The intersection of Freight Street and Riverside Street northbound will be closed from 8 p.m. Friday, June 7 to 7 p.m. Sunday, June 9 while workers install a steel bridge over Freight Street. During this time, Riverside Street will remain open, but there will be no access between Riverside Street and Freight Street. Vehicles traveling northbound on Riverside Street will be detoured onto Sunnyside Avenue. In case of inclement weather or delays, the closure will occur from June 14 to June 16 at the same times.

The landscape of Route 8 will change dramatically this month and next as construction wraps up on a temporary bypass that will carry northbound traffic around the stacked junction with Interstate 84 known as the Mixmaster.

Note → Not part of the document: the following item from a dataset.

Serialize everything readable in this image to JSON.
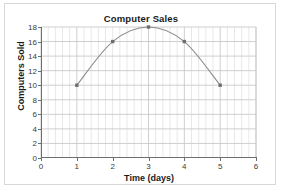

“People will notice the change,” said state Department of Transportation Project Engineer Dave Ferraro. “There will be a significant difference in that if you drive Route 8 every day, you’re used to the interchange being a stacked bridge scenario that you normally drive through. Now, with this bypass, it branches off.”

The work is part of a $153 million rehabilitation of the network of ramps and bridges that comprise the highway interchange.

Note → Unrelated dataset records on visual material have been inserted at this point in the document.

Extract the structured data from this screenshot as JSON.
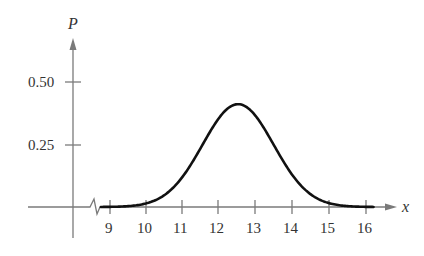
{
  "chart_data": {
    "type": "line",
    "title": "",
    "xlabel": "x",
    "ylabel": "P",
    "xlim": [
      9,
      16
    ],
    "ylim": [
      0,
      0.5
    ],
    "grid": false,
    "legend": null,
    "x_ticks": [
      "9",
      "10",
      "11",
      "12",
      "13",
      "14",
      "15",
      "16"
    ],
    "y_ticks": [
      "0.25",
      "0.50"
    ],
    "annotations": [
      "axis break symbol between origin and x = 9"
    ],
    "series": [
      {
        "name": "normal curve",
        "color": "#111111",
        "mean": 12.5,
        "std": 0.97,
        "x": [
          8.7,
          9,
          9.5,
          10,
          10.5,
          11,
          11.5,
          12,
          12.5,
          13,
          13.5,
          14,
          14.5,
          15,
          15.5,
          16,
          16.3
        ],
        "y": [
          0.0,
          0.001,
          0.004,
          0.015,
          0.05,
          0.125,
          0.243,
          0.361,
          0.411,
          0.361,
          0.243,
          0.125,
          0.05,
          0.015,
          0.004,
          0.001,
          0.0
        ]
      }
    ]
  },
  "axes": {
    "x_label": "x",
    "y_label": "P",
    "y_tick_labels": [
      "0.50",
      "0.25"
    ],
    "x_tick_labels": [
      "9",
      "10",
      "11",
      "12",
      "13",
      "14",
      "15",
      "16"
    ]
  }
}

The first visible change will be in the form of a road closure. The intersection of Freight Street and Riverside Street northbound will be closed from 8 p.m. Friday, June 7 to 7 p.m. Sunday, June 9 while workers install a steel bridge over Freight Street.

The bridge is being preconstructed on an elevated section of the future Route 8 bypass, just south of a concrete abutment that rises above Freight Street. During the closure, workers will roll the bridge into place with the help of a crane to lift it onto temporary columns. Once the bridge is situated, the columns will be removed and it will sit on bearing pads.

“It’s a temporary steel bridge that, for lack of a better way to put it, is put together like an Erector Set,” Ferraro said.

The bridge will carry vehicles over Freight Street for two years while the bypass is in effect. The bypass, which is expected to open in August, will allow the DOT to keep Route 8 northbound open while the deck is replaced.

The bypass will cross over the Naugatuck River near Exit 30 and will run along an elevated bituminous concrete roadway parallel to Jackson Street, before crossing the river again and following the former northbound side of Riverside Street. It then will carry traffic over Freight Street and back onto the current pathway of Route 8.

After the deck replacement is finished, traffic will be rerouted onto the existing Route 8 northbound, and the bypass will be demolished.

Of the three temporary bridges on the bypass, two will have steel decks, which take about one-third of the time to construct as concrete. The steel deck will be paved with asphalt, so drivers won’t notice a difference. But a steel deck doesn’t last as long as a concrete one, Ferraro explained, so the DOT uses concrete for permanent bridges.

The other bridge, which will carry traffic from the east side of the river to the west and onto Riverside Street, will be a traditional bridge made of concrete. Steel couldn’t be used because of the bridge’s curvature, Ferraro said.

The DOT plans to use chevrons, which are flashing LED lights, along with line striping and rumble strips, to alert drivers of the change in Route 8 northbound’s configuration when the bypass goes into effect.

The DOT’s contractor for the project is Massachussetts-based Walsh Construction. The project involves repairs and upgrades to the Mixmaster, but ultimately the configuration will not change. Rehabilitating the interchange is expected to extend its life another 25 years until it can be replaced.